I have been thinking about this for a while before making this reply.

I would strongly suggest looking at the lowfer band.
160Kc to 190Kc
The limitations are relatively straight forward.
Maximum length of feed line, and antenna are 15meters.
Maximum power input to the final amp stage is 1W.
No other real limitations besides the fact that out of band emissions have
to be below a specific point.

That is about a 50 foot long antenna. There isn't much of a chance that they
will try to string one up longer than that, unless they were really
industrious.
And they can learn about antenna loading, to get a better transmitted
signal/range.

The one watt input power level is easy to determine. If the input is 10V
then adjust the current to a maximum of 100mA.

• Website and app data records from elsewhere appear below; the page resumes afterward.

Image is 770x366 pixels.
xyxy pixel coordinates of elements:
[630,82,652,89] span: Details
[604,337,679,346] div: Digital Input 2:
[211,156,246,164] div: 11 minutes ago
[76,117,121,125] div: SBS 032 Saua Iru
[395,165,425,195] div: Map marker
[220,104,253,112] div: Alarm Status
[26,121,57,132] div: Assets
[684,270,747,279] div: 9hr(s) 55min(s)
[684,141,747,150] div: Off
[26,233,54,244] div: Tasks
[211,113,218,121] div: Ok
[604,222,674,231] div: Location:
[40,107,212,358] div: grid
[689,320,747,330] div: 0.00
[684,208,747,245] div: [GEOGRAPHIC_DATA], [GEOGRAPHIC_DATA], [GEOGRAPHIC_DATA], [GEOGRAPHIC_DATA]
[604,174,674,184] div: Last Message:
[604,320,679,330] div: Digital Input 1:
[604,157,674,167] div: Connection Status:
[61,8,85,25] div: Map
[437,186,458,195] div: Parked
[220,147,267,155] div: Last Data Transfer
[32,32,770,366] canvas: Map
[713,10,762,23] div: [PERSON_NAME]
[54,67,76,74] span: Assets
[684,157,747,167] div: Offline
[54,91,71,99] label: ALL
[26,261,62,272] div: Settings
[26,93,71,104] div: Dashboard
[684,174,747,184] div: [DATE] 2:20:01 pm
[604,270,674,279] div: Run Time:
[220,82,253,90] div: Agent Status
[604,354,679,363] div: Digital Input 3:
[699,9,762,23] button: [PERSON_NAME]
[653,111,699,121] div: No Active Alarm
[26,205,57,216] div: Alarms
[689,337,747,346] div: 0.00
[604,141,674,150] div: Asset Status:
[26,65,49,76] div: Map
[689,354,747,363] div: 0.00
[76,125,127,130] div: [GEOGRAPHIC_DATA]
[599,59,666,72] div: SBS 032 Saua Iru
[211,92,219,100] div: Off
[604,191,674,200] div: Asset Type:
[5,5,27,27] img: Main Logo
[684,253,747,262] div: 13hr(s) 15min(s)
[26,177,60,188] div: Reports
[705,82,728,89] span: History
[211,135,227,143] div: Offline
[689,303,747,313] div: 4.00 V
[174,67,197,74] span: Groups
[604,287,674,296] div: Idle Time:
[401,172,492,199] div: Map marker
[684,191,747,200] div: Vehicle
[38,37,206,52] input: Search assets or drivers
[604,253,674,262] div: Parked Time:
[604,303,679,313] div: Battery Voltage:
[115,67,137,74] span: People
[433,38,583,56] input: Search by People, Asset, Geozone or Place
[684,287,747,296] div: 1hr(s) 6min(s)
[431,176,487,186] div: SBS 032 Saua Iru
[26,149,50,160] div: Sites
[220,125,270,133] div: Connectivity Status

They can use any mode of communication they want. CW, AM, SSB, FM, PSK31,
BPSK, MFSK
The sky is the limit as for as modes.

If they have computers, most of the digital modes can be implemented with
soundcard based communications software that is available as freeware
Look up "MULTIPSK"

They can set up beacons for propagation checks, or talk to each other in
real time.

30 miles is an easy distance to reach with basic loaded antennas. Especially
with PSK31 and CW.

It will allow them to learn how to build receiving antennas.

And if they can't reach, or hear someone on the other side of the
reservation, then it will allow them to learn the basics of traffic handling
by the stations in the middle relaying information from one station to
another.

It will also teach them the basics of the narrower bandwidth/greater range
relationship. With the low bandwidth BPSK, PSK31 modes, they will easily
communicate across the reservation even if they can barely hear each other
on voice.

You can either get kit equipment for receiving or transmitting, which is
widely available on line. Or you can design and build your own.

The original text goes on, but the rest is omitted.